Based on your case complexity, city preference, and budget, the coordinator matches you to 1–3 partner Class A hospitals. Tier-1 city access (Beijing, Shanghai) for highly complex cases; tier-2 academic centres (Chengdu, Hangzhou) for routine procedures at 15–25% lower price. Review our best hospitals page for a category-by-category overview.

Step 4 — Itemised written quote (5 business days)

The matched hospital returns a written quote with line-item breakdown — procedure, anaesthesia, hospitalisation, implants, follow-up. No commitment. Compare against the cost calculator for a sense check.
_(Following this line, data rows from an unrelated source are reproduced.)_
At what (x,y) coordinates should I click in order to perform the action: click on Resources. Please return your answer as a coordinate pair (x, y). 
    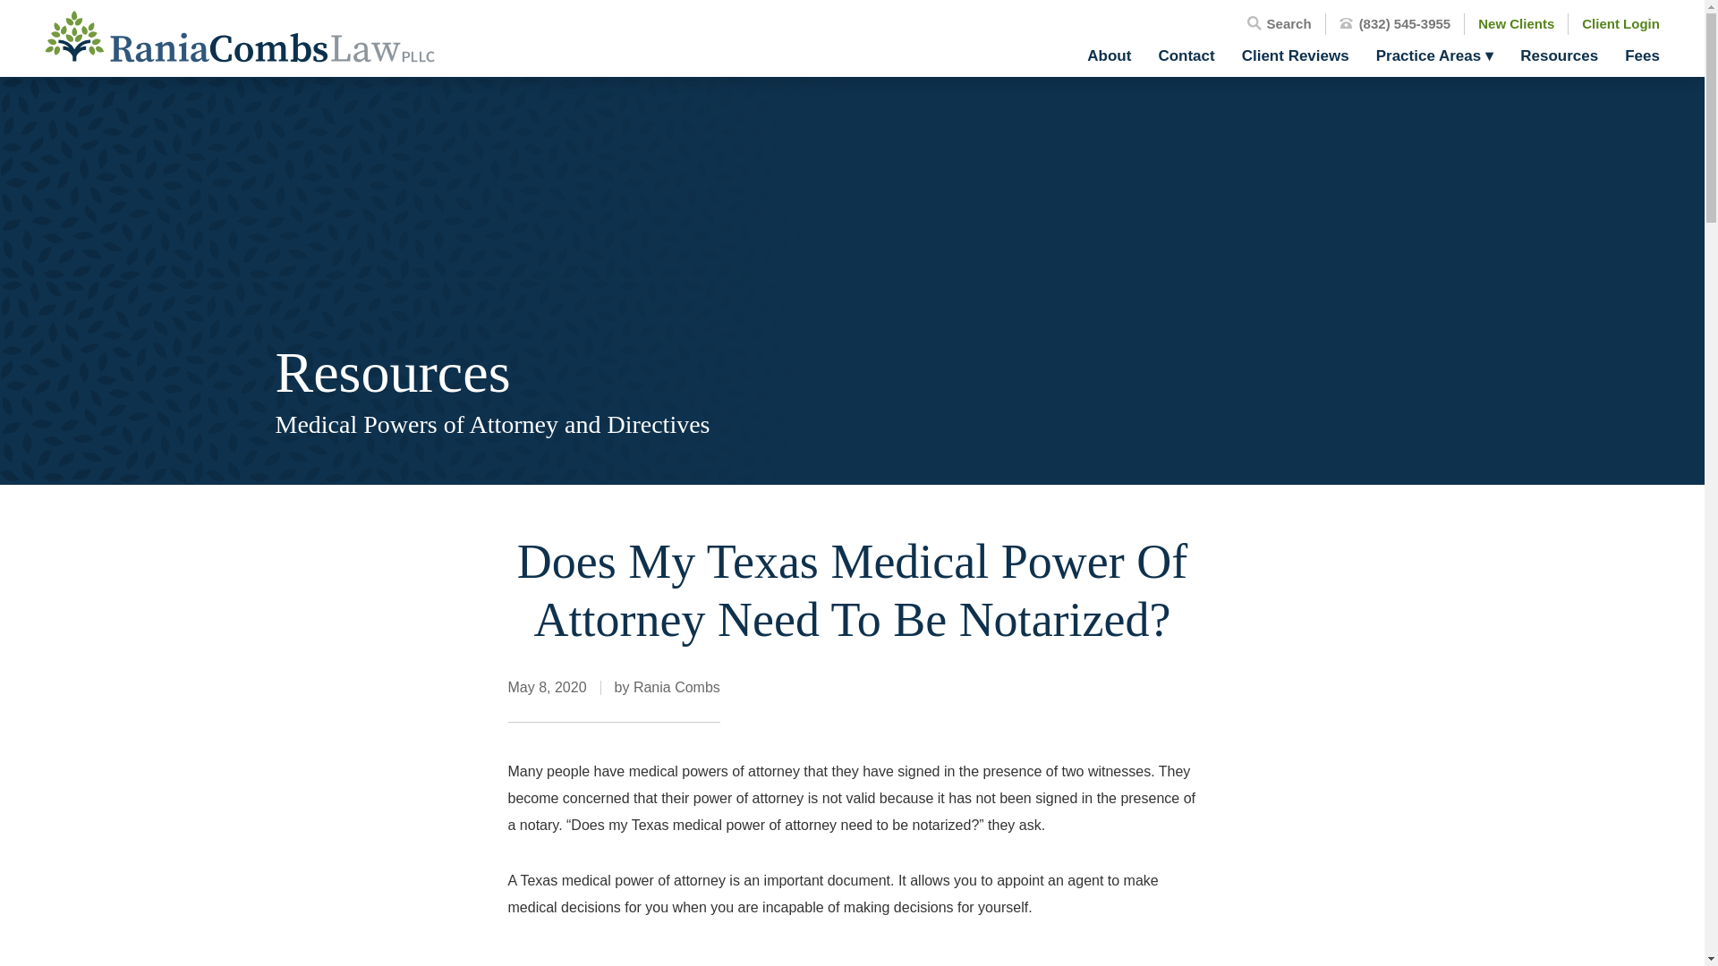
    Looking at the image, I should click on (1559, 55).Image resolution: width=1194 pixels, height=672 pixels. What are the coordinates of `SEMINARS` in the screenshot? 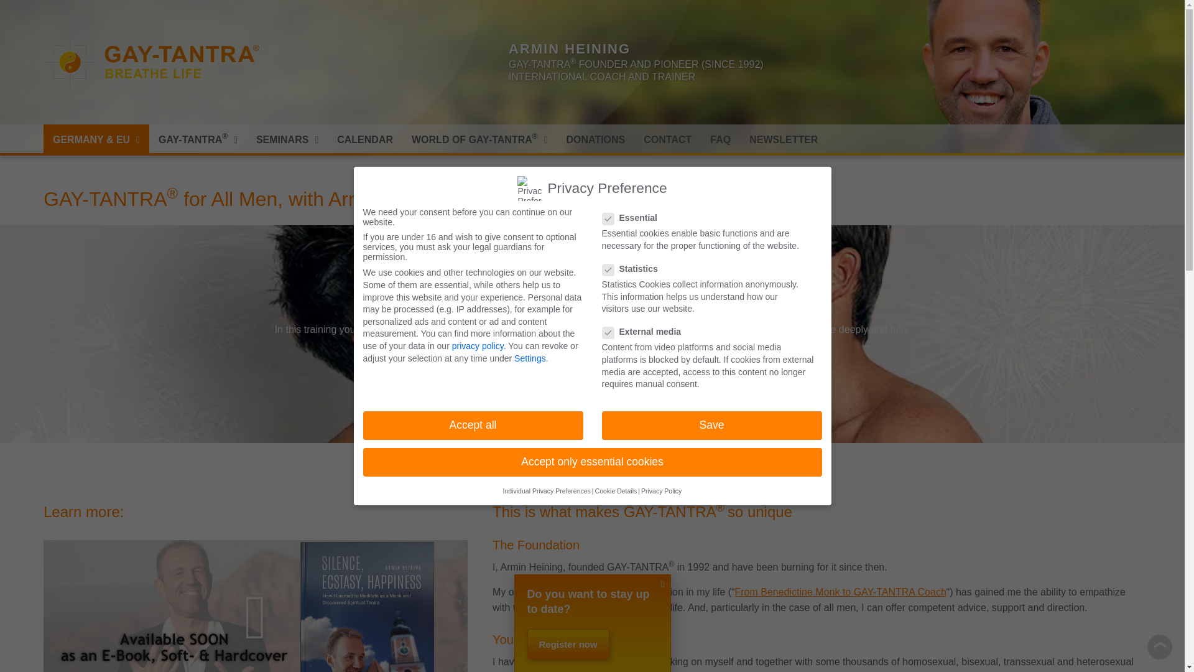 It's located at (287, 139).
Step 5 — M-visa and travel planning

The hospital issues an invitation letter for M-visa application within 3–5 business days. Submit to the Chinese embassy / consulate in your country. Standard processing 4–7 business days; expedited often available. Our visa guide walks through the full application packet by country.
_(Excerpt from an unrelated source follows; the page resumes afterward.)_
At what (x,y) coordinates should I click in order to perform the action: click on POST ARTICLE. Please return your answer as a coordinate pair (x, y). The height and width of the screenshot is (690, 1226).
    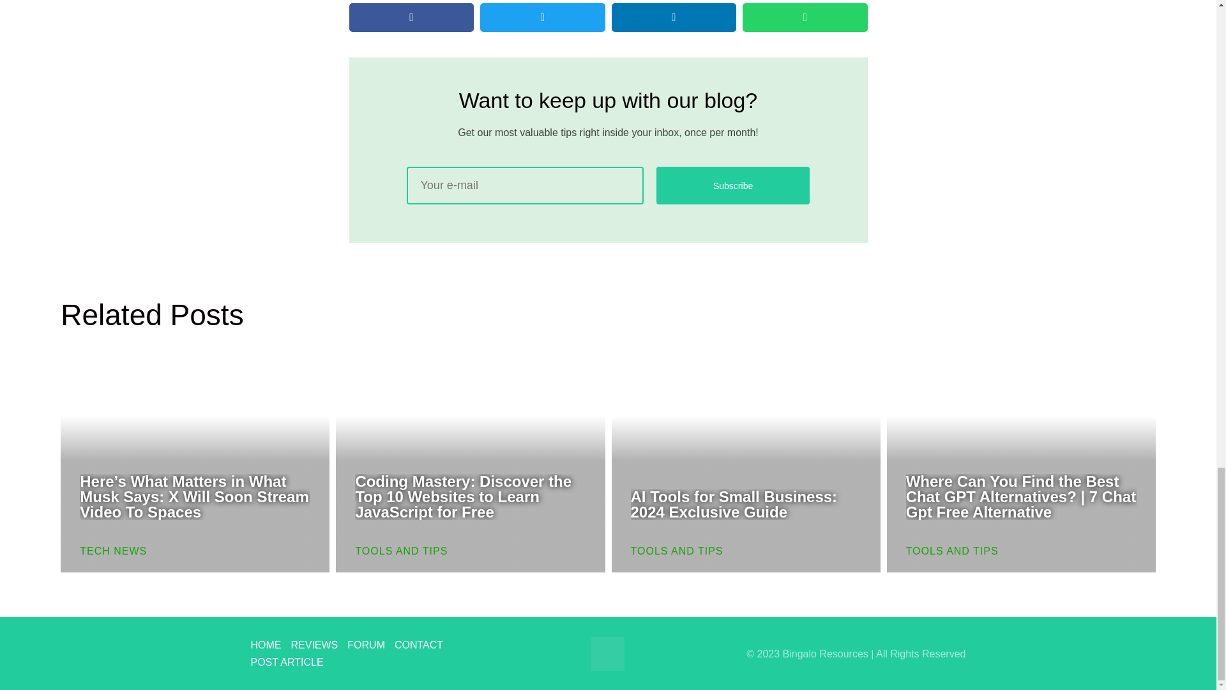
    Looking at the image, I should click on (291, 662).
Step 6 — Pre-trip optimisation

For elective surgery, modifiable factors substantially affect outcomes: BMI, glycaemic control (HbA1c <8%), smoking cessation 4–8 weeks pre-op, dental clearance, treatment of any active infection. Coordinator works with home-country physician to optimise pre-op condition.

Step 7 — Treatment and inpatient stay

Coordinator meets you on arrival; in-hospital interpreter coverage throughout. Single-room accommodation at International Medical Departments. Daily check-ins by attending physician. Family member accommodation available adjacent to most hospitals.

Step 8 — Discharge and recovery

Same-day translated discharge documentation. Recovery accommodation arranged near hospital for the post-discharge / pre-flight window. Surgeon clears for long-haul flight at appropriate post-procedure day with DVT prophylaxis where indicated.

Step 9 — Structured 12-month follow-up

Class A International Medical Departments coordinate scheduled video follow-ups at week 4, month 3, month 6, and month 12. Records and imaging are shared with your home-country physician for local continuity. Refills coordinated where applicable.

Step 10 — Long-term continuity

For chronic conditions (HBV, T2DM, oncology surveillance), telehealth continuity with the treating physician continues beyond month 12. Annual review imaging / labs can be done locally and reviewed by the Chinese specialist.

Frequently asked

How long does the full process take?
Plan for 4–8 weeks from initial enquiry to surgery / treatment date for elective procedures. Self-assessment + second opinion: 1–2 weeks. Hospital matching + quote: 1 week. Visa application: 1–2 weeks. Pre-op optimisation: typically 2–4 weeks where indicated.
What's a typical all-in budget?
Procedure-dependent. The cost calculator generates an estimate. Generally: simple procedures (cataract, LASIK, dental implant) USD 1,500–3,500 + travel; major surgery (TKA, CABG, IVF, bariatric) USD 9,500–35,000 all-in including travel.
Do you handle insurance?
Mature Class A International Medical Departments offer direct billing arrangements with major international insurers (Cigna Global, Bupa Global, GeoBlue, AXA, Allianz Worldwide). Patient cost depends on policy coverage and pre-authorisation.